Prior to her appointment, she worked as a prosecutor in the Attorney-General's office and a partner in Botswana's first all female private law practice. She was able to win important advances in laws pertaining to child support, rape and married women's property rights. She established a women's centre in her home village and co-founded the Women and Law in Southern Africa Research Project.

Dow was one of three judges who decided the now internationally acclaimed Kgalagadi (San, Bushmen or Basarwa) court decision, concerning the rights of the San to return to their ancestral lands. After retiring from the High Court Botswana, after 11 years of service, she opened the Legal Firm "Dow & Associates" in Botswana. 

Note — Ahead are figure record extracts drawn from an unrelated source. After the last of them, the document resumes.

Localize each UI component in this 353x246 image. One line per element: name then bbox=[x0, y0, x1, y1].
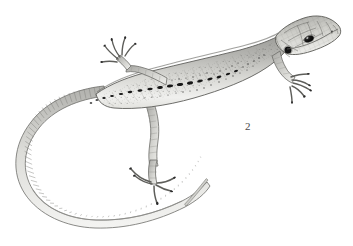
hindleg-upper bbox=[146, 103, 159, 166]
ear-opening bbox=[284, 46, 291, 53]
foreleg-upper-right bbox=[272, 51, 295, 83]
lizard-illustration bbox=[0, 0, 353, 246]
figure-number-label: 2 bbox=[245, 121, 251, 132]
body-group bbox=[90, 31, 290, 109]
right-foreleg bbox=[272, 51, 312, 104]
head-group bbox=[275, 16, 340, 57]
foreleg-forearm-left bbox=[116, 55, 131, 70]
left-hindleg bbox=[129, 103, 176, 205]
illustration-plate: 2 bbox=[0, 0, 353, 246]
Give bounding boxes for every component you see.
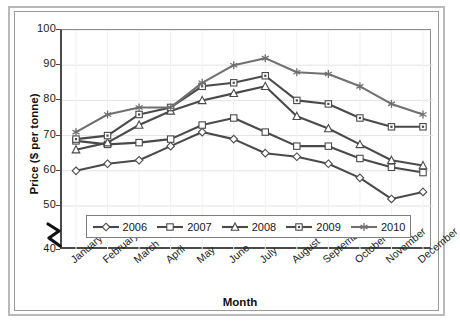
data-point-diamond <box>261 149 269 157</box>
data-point-diamond <box>230 135 238 143</box>
legend-label: 2008 <box>252 221 276 233</box>
y-axis-tick <box>56 170 60 171</box>
y-axis-tick-label: 100 <box>37 22 56 34</box>
legend-marker-square-icon <box>156 220 184 234</box>
data-point-square <box>420 169 426 175</box>
data-point-diamond <box>104 160 112 168</box>
data-point-square-dot <box>420 124 426 130</box>
legend-label: 2009 <box>316 221 340 233</box>
legend-marker-diamond-icon <box>92 220 120 234</box>
y-axis-tick <box>56 64 60 65</box>
data-point-square-dot <box>294 97 300 103</box>
data-point-diamond <box>167 142 175 150</box>
y-axis-tick-label: 80 <box>43 92 56 104</box>
data-point-square <box>262 129 268 135</box>
data-point-square <box>294 143 300 149</box>
legend-item-2009[interactable]: 2009 <box>285 220 340 234</box>
data-point-square <box>167 136 173 142</box>
legend-item-2010[interactable]: 2010 <box>350 220 405 234</box>
series-line <box>76 76 423 139</box>
legend-label: 2006 <box>123 221 147 233</box>
data-point-square <box>388 164 394 170</box>
data-point-square <box>199 122 205 128</box>
data-point-square-dot <box>104 132 110 138</box>
legend-item-2007[interactable]: 2007 <box>156 220 211 234</box>
data-point-square-dot <box>136 111 142 117</box>
legend-marker-triangle-icon <box>221 220 249 234</box>
legend-item-2008[interactable]: 2008 <box>221 220 276 234</box>
y-axis-tick <box>56 99 60 100</box>
legend-marker-asterisk-icon <box>350 220 378 234</box>
x-axis-title: Month <box>180 296 300 308</box>
y-axis-tick-label: 70 <box>43 128 56 140</box>
y-axis-tick-label: 90 <box>43 57 56 69</box>
data-point-diamond <box>198 128 206 136</box>
legend-label: 2010 <box>381 221 405 233</box>
data-point-square <box>325 143 331 149</box>
y-axis-tick-label: 50 <box>43 198 56 210</box>
data-point-square-dot <box>73 136 79 142</box>
y-axis-tick <box>56 29 60 30</box>
data-point-diamond <box>325 160 333 168</box>
y-axis-tick <box>56 135 60 136</box>
data-point-square <box>231 115 237 121</box>
legend-marker-square-dot-icon <box>285 220 313 234</box>
data-point-square-dot <box>325 101 331 107</box>
data-point-diamond <box>293 153 301 161</box>
data-point-diamond <box>419 188 427 196</box>
data-point-square-dot <box>357 115 363 121</box>
data-point-diamond <box>135 156 143 164</box>
data-point-diamond <box>72 167 80 175</box>
y-axis-tick <box>56 205 60 206</box>
chart-legend: 20062007200820092010 <box>86 215 411 238</box>
series-2006 <box>72 128 427 202</box>
y-axis-tick <box>56 249 60 250</box>
legend-item-2006[interactable]: 2006 <box>92 220 147 234</box>
data-point-square-dot <box>388 124 394 130</box>
y-axis-title: Price ($ per tonne) <box>28 64 40 224</box>
data-point-square-dot <box>296 223 302 229</box>
data-point-asterisk <box>73 128 80 136</box>
data-point-diamond <box>102 223 110 231</box>
data-point-square-dot <box>231 80 237 86</box>
series-line <box>76 132 423 199</box>
data-point-square <box>167 223 173 229</box>
legend-label: 2007 <box>187 221 211 233</box>
data-point-square <box>357 155 363 161</box>
data-point-square <box>136 139 142 145</box>
y-axis-tick-label: 60 <box>43 163 56 175</box>
data-point-square-dot <box>262 73 268 79</box>
axis-break-icon <box>44 222 66 252</box>
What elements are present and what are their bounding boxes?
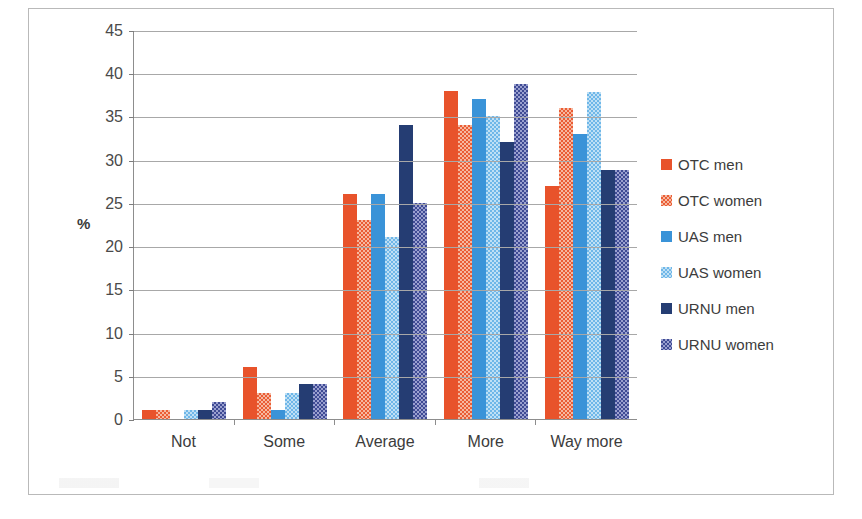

Dow is an Executive Committee member of the International Commission of Jurist She is also a member of International Women's Rights Watch, an advocacy organization. February 2010, Unity Dow was sworn in as Justice of the IICDRC (Interim Independent Constitutional Dispute Resolution Court) of Kenya by the Kenyan President to serve implementing the new constitution in Kenya.

July 14th, 2010, Dow was awarded the French Medal of the Legion d'Honneur de France by representatives of the French President Nicolas Sarkozy for her human rights activities.

She is also a well-known fictional writer whose novels deal with issues concerning the struggle between the Western culture and the traditional values. Dow also talks on gender, poverty, justice and power in her books. Her most recent novel Saturday is for Funerals deals with the AIDS pandemic in Botswana.